4/10
Extremely Uneven, And Therefore Suffering
20 June 2020
Almost all reviews here are full of praise and candor worship. Yes, Nigel Hawthorne, Dame Helen Mirrel and great late Ian Holm do amazing jobs, albeit NIgel overdid it a few times, but that alone does not save the movie. What seems to be a problem is a very uneven mixture of very weird very British comedy, dark tragedy, and very sudden, almost jumpy change of light and safe. Rupert Everett is a likable choice for a Prince George, whilst Dame Helen for a Queen. And then - what? Eyes popping in sheer shock and amazement of how much time is spent in the movie talking about such delicate issues as stool. OK< once it may work, twice, it betrays some banality, thrice, it gets really unwanted and low-brow. Sheer exaggeration of some scenes and very thick strokes of paint on a movie canvass produce a sickly sweet and oftentimes bedazzling effect. The movie suffers from this uneven shaky posture and so fails to deliver either a very satirical comedy, which is not, or a very decent period drama, which is also fails to become. What is certainly missing here is a willful decision to stick to a certain route, and while the plot swings between laughs and tears, it gets into a very strange broth of no good taste. This is the main problem, the second being a certain overplay of several sickness scenes. Too blatant, too obvious, too simplistic. It gets the albeit decent drama aside from a painfully earned place to a messy gruel. Pity, the movie could have been a masterpiece, instead, it became a painful mix of wrong chemicals.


= Exercise aim =
Copy each line below holding "pixels".

==========

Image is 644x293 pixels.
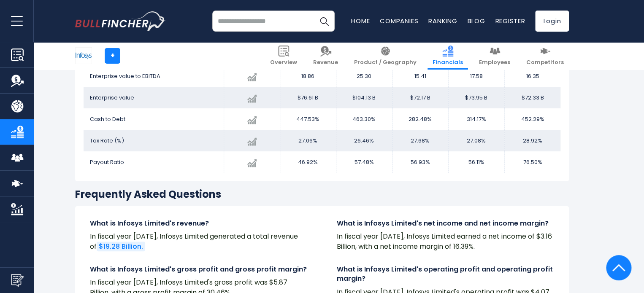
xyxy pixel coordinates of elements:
span: Product / Geography [354,59,416,66]
h4: What is Infosys Limited's operating profit and operating profit margin? [337,264,554,283]
td: 46.92% [280,151,336,173]
td: 18.86 [280,66,336,87]
h4: What is Infosys Limited's revenue? [90,219,307,228]
a: Ranking [428,16,457,25]
a: Blog [467,16,485,25]
td: 27.06% [280,130,336,151]
td: 25.30 [336,66,392,87]
a: Register [495,16,525,25]
td: $72.17 B [392,87,448,108]
img: INFY logo [76,48,92,63]
span: Revenue [313,59,338,66]
button: Search [314,11,335,32]
a: Revenue [308,42,343,69]
a: $19.28 Billion. [96,242,145,251]
span: Employees [479,59,510,66]
td: 26.46% [336,130,392,151]
td: $73.95 B [448,87,504,108]
a: Overview [265,42,302,69]
h4: What is Infosys Limited's gross profit and gross profit margin? [90,264,307,274]
span: Enterprise value to EBITDA [90,72,160,80]
span: Payout Ratio [90,158,124,166]
td: 452.29% [504,108,560,130]
p: In fiscal year [DATE], Infosys Limited generated a total revenue of [90,231,307,252]
span: Overview [270,59,297,66]
td: 463.30% [336,108,392,130]
a: Competitors [521,42,569,69]
td: $104.13 B [336,87,392,108]
td: 28.92% [504,130,560,151]
a: + [105,48,120,63]
td: 15.41 [392,66,448,87]
td: 57.48% [336,151,392,173]
a: Login [535,11,569,32]
img: bullfincher logo [75,12,166,31]
a: Go to homepage [75,12,166,31]
td: 56.93% [392,151,448,173]
td: 76.50% [504,151,560,173]
td: 27.68% [392,130,448,151]
td: 56.11% [448,151,504,173]
td: 17.58 [448,66,504,87]
a: Employees [474,42,515,69]
h3: Frequently Asked Questions [75,188,569,200]
span: Financials [433,59,463,66]
span: Tax Rate (%) [90,136,124,144]
h4: What is Infosys Limited's net income and net income margin? [337,219,554,228]
span: Competitors [526,59,564,66]
td: $76.61 B [280,87,336,108]
a: Companies [380,16,418,25]
td: $72.33 B [504,87,560,108]
a: Product / Geography [349,42,422,69]
td: 314.17% [448,108,504,130]
td: 27.08% [448,130,504,151]
td: 447.53% [280,108,336,130]
td: 282.48% [392,108,448,130]
a: Financials [427,42,468,69]
p: In fiscal year [DATE], Infosys Limited earned a net income of $3.16 Billion, with a net income ma... [337,231,554,252]
span: Enterprise value [90,94,134,102]
span: Cash to Debt [90,115,126,123]
a: Home [351,16,370,25]
td: 16.35 [504,66,560,87]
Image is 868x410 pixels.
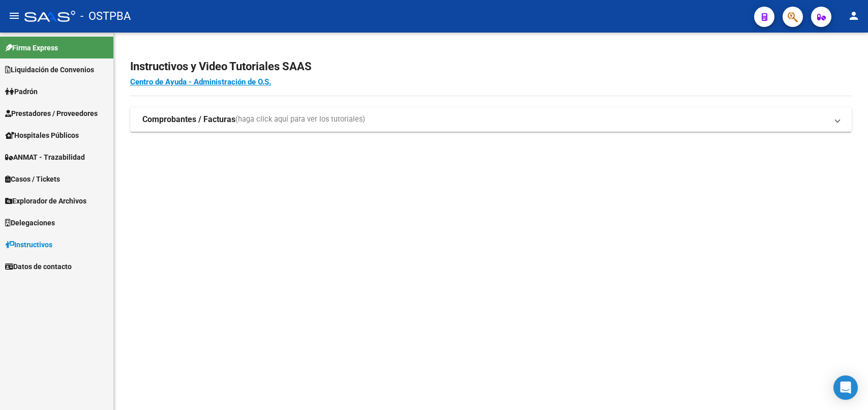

==========

= Completed exercise =
Image is 644x293 pixels.
Image is 868x410 pixels.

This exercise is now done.